Born in Englewood in May, 1953, then raised in Kendall Park and Princeton, Rosen first discovered the joy of radio and music in 1962 when he got a transistor radio, tuning into pop music giant WABC in New York.
Rosen says buying records became an obsession, and he spent afternoons and a good chuck of his paychecks buying records in the Princeton University Store.
That grew into an interest in 20th century Post War avant-garde and desire to study music — obtaining a BA from Trenton State College, an MA from Manhattan School of Music, and doctorate in music education from Columbia University’s Teachers College. He has been a full-time member of the piano faculty at Westminster Conservatory of Music in Princeton since 1999.
“The diversity of styles is limitless in the work of our living composers,” says Rosen. “Many of them will be influenced by rock, hip hop, jazz, electronic music. There is a lot of avant-garde and a lot of composers writing middle-of-the-road music — elements of everything.”
He says he is also finding a growing audience of young listeners. “The music of today speaks to young people because the influences are so vast. It comes from the music they’re familiar with if they’re from another ethnic background. And it is all coming from their lifetimes. It is their experience. That’s the main thing.”
The “Viva 21st Century” music marathon begins Thursday, December 30, at 10 a.m.
While both Solomon and Rosen’s may seem extreme and offbeat, they’re actually something of the spirit of WPRB which was started not by a university-driven agenda but by a student who created a signal from a makeshift studio at the university and created in the words of a university radio historian “a sanctuary for the imagination.”
For more on WPRB, visit www.wprb.com.
In addition to the area’s annual holiday radio programs, there is also a regional television tradition that has been warming the eyes off and on for 55-years: WPIX’s The Yule Log.
The televised image of a burning log in a fireplace hit the airwaves on Saturday, December 24, 1966, at 9:30 a.m. and glowed on through the night.
It now glows for a few hours on Christmas morning.

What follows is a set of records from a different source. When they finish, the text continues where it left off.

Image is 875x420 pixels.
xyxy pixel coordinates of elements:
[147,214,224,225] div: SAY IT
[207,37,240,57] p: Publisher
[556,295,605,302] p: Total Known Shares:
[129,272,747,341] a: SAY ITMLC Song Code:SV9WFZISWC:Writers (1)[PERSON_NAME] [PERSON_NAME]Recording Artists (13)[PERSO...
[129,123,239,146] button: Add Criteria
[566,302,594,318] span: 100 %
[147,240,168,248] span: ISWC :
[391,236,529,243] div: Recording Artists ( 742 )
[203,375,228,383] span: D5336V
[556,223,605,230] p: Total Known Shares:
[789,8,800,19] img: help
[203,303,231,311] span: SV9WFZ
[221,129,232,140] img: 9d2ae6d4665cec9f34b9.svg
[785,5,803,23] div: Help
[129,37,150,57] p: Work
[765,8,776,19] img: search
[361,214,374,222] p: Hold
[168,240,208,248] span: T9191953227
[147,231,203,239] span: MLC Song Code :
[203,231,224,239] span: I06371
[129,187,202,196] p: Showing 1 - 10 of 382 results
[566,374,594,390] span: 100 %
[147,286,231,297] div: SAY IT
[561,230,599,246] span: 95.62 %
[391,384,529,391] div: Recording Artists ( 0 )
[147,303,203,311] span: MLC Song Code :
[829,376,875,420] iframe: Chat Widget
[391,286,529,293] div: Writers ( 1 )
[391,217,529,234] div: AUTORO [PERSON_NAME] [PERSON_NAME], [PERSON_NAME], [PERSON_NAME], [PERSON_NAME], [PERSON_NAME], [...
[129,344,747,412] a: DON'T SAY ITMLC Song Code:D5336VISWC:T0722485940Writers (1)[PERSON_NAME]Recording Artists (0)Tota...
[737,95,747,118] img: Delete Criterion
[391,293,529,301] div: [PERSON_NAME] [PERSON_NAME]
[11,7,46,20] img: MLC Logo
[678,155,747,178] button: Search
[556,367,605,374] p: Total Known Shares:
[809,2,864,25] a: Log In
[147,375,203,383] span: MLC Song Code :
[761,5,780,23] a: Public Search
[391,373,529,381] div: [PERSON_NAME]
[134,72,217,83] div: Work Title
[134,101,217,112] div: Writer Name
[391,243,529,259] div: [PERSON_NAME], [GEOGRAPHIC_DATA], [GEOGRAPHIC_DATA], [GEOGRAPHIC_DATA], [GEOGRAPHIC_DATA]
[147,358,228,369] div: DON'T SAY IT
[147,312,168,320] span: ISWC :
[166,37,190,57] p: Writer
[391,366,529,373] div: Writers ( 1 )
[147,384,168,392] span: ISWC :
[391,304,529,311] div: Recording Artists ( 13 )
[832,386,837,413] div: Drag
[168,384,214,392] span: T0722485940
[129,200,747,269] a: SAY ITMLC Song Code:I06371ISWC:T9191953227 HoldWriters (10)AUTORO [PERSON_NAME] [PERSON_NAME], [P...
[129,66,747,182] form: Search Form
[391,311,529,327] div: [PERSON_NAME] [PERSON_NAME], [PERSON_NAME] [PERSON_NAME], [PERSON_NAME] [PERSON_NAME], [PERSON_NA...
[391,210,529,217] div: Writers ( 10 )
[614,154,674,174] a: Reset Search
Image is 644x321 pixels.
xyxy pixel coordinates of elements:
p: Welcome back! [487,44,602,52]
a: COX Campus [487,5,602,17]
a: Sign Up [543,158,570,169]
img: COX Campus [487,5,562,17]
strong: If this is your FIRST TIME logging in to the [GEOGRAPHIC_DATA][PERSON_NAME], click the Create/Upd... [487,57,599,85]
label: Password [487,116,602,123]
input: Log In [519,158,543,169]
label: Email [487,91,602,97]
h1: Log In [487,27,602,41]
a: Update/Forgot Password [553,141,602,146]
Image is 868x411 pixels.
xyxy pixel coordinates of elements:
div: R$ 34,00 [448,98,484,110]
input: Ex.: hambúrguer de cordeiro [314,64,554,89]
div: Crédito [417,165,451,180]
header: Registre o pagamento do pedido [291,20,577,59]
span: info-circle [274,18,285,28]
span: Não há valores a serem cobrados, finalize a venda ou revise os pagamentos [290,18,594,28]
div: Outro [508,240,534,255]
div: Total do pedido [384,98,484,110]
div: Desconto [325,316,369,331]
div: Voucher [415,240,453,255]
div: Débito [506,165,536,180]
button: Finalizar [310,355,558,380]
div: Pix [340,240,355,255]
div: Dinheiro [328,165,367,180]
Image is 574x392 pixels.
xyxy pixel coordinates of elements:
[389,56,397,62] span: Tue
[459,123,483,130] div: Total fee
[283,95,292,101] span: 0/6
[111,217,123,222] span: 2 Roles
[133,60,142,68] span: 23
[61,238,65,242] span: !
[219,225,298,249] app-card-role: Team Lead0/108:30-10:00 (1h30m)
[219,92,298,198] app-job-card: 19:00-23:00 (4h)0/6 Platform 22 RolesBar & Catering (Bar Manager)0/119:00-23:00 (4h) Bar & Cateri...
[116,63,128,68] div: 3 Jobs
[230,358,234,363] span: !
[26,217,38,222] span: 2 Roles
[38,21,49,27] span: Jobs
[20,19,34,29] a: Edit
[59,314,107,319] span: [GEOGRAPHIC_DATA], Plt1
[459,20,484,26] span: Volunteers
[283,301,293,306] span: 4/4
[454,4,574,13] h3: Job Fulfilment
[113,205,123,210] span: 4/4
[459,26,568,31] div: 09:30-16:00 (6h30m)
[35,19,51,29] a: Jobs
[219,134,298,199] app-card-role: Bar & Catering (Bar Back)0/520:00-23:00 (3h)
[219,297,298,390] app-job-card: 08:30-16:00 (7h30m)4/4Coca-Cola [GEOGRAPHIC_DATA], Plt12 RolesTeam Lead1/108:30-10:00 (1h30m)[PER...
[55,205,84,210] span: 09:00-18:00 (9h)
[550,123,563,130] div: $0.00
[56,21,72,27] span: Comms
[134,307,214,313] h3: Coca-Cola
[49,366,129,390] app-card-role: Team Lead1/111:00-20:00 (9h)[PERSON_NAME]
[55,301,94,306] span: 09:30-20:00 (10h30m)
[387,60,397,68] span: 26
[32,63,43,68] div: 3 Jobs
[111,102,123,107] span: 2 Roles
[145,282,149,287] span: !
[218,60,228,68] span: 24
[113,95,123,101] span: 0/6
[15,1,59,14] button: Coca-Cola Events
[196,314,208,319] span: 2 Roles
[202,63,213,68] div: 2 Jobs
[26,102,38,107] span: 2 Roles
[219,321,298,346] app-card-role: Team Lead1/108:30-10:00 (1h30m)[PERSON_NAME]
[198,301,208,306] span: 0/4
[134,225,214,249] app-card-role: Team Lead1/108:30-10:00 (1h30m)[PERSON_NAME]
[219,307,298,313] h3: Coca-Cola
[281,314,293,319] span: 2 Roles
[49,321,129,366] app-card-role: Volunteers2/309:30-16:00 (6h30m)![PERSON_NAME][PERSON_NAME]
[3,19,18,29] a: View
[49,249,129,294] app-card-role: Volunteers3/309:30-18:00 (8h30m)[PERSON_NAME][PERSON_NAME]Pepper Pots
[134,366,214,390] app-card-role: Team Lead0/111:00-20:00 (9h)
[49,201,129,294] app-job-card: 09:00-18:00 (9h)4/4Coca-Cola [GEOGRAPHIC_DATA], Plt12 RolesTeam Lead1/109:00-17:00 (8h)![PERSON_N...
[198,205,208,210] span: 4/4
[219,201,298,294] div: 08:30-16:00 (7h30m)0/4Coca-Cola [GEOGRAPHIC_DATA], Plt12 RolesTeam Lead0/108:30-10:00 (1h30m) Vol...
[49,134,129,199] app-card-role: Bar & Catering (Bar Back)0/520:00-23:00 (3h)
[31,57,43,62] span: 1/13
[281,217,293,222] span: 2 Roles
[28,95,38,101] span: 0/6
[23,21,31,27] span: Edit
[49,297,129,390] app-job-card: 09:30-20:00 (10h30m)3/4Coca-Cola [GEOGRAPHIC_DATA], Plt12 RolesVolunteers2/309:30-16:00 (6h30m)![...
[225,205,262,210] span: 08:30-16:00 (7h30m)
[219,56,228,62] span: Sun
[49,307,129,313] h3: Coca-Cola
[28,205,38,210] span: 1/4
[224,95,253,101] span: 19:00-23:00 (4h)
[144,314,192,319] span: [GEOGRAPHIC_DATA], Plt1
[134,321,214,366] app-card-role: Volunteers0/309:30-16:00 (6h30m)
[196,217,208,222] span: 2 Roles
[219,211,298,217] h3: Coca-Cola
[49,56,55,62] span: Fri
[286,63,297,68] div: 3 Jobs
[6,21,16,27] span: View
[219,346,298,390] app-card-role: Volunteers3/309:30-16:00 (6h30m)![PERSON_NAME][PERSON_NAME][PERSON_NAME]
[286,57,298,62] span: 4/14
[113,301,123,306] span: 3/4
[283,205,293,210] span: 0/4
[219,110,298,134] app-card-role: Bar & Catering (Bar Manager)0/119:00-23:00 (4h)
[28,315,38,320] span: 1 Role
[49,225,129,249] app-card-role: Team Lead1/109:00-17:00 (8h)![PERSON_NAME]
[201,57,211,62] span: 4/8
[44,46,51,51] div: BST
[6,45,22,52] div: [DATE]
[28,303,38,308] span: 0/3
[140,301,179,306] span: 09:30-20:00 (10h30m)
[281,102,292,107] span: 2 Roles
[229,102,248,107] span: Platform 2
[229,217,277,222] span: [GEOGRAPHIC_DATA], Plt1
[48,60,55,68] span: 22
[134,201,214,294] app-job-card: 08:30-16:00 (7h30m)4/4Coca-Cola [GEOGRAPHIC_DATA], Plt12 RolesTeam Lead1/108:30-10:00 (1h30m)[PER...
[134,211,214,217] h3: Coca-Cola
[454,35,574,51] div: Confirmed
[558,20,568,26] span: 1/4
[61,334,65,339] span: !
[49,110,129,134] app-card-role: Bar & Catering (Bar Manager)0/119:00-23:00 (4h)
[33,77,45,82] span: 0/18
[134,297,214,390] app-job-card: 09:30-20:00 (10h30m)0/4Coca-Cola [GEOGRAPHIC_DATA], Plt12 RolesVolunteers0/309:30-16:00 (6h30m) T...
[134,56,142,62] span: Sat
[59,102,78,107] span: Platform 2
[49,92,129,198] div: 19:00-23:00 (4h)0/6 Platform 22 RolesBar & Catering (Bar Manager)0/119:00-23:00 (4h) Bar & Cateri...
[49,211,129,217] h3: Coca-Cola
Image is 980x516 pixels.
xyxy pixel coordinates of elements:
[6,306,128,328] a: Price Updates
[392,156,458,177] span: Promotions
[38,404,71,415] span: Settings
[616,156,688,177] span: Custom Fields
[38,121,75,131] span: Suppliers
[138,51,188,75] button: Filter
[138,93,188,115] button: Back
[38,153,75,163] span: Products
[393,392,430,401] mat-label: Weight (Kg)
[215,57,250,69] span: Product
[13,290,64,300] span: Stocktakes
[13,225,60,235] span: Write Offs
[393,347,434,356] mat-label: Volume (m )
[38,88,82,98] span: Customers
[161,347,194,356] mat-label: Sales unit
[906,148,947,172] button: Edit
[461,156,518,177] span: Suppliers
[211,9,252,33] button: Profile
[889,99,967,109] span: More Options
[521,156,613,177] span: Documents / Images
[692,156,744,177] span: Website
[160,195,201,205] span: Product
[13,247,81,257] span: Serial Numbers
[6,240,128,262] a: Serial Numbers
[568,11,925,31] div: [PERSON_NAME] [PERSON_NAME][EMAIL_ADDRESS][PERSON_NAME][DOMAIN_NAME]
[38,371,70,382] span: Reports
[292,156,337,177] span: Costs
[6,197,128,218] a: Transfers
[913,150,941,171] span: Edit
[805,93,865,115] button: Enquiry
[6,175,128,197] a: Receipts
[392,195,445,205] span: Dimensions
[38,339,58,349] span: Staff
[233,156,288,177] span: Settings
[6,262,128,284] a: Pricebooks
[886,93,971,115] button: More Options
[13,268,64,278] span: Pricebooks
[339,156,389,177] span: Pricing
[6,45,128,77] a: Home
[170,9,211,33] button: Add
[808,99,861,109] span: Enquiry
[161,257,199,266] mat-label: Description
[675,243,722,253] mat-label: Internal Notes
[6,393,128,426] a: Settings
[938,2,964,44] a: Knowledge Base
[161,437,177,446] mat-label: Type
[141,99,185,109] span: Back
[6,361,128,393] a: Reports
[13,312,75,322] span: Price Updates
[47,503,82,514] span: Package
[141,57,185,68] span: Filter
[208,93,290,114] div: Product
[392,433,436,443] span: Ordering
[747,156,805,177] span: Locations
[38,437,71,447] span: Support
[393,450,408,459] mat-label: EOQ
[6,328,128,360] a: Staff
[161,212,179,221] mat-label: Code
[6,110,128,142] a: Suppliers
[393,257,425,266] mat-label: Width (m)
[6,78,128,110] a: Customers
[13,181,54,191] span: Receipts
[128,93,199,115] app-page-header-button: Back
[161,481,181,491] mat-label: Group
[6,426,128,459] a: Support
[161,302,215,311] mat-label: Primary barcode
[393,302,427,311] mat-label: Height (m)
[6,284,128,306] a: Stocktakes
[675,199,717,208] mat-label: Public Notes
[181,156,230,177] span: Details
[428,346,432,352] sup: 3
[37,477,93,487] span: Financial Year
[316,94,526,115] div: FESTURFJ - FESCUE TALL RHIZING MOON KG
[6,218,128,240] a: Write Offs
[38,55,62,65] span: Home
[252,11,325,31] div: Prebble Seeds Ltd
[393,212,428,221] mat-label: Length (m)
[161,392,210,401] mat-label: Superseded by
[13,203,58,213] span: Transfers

The Yule Log was the brainchild of Fred Thrower, the former television ad executive who eventually became the president of WPIX.
He came up with the idea when he had to fill three hours of empty airtime on the Christmas Eve schedule.
A chance viewing of a Coca-Cola commercial with Santa and a fireplace inspired him to create a simple video loop of a crackling fire with music and broadcast it with no commercial interruptions.
As strange as the idea was (and still is), the television turned fireplace — without the heat, scent, or glow — became, in the words of an NPR commentator, “one of the most widely recognized holiday television programs.”
The Yule Log nearly was extinguished in the 1990s when ratings dropped and WPIX cancelled it.
However, executives decided to bring it back after the World Trade Center attacks in 2001, and its ratings rebounded to the millions.
As NPR noted years later, “There’s something very special about the fact that you’re watching the same burning fireplace that someone else is. I think it was a statement beyond just a burning fireplace on TV, of us being a connected society.”
Since the tradition of watching the Yule Log had become part of people’s lives, it was inevitable that someone would use new technologies to recreate the DVD version of the video hearth to warm up one’s computer and their own wallets.
Nevertheless, according to TheYuleLog.com, “That famous and glorious 7-minute film loop of that roaring, happy, mesmerizing fire inside that festively decorated mantelpiece complemented by the majesty of some of the greatest classic Christmas music ever recorded is indeed the one and only WPIX Yule Log. It has often been imitated, but never duplicated.”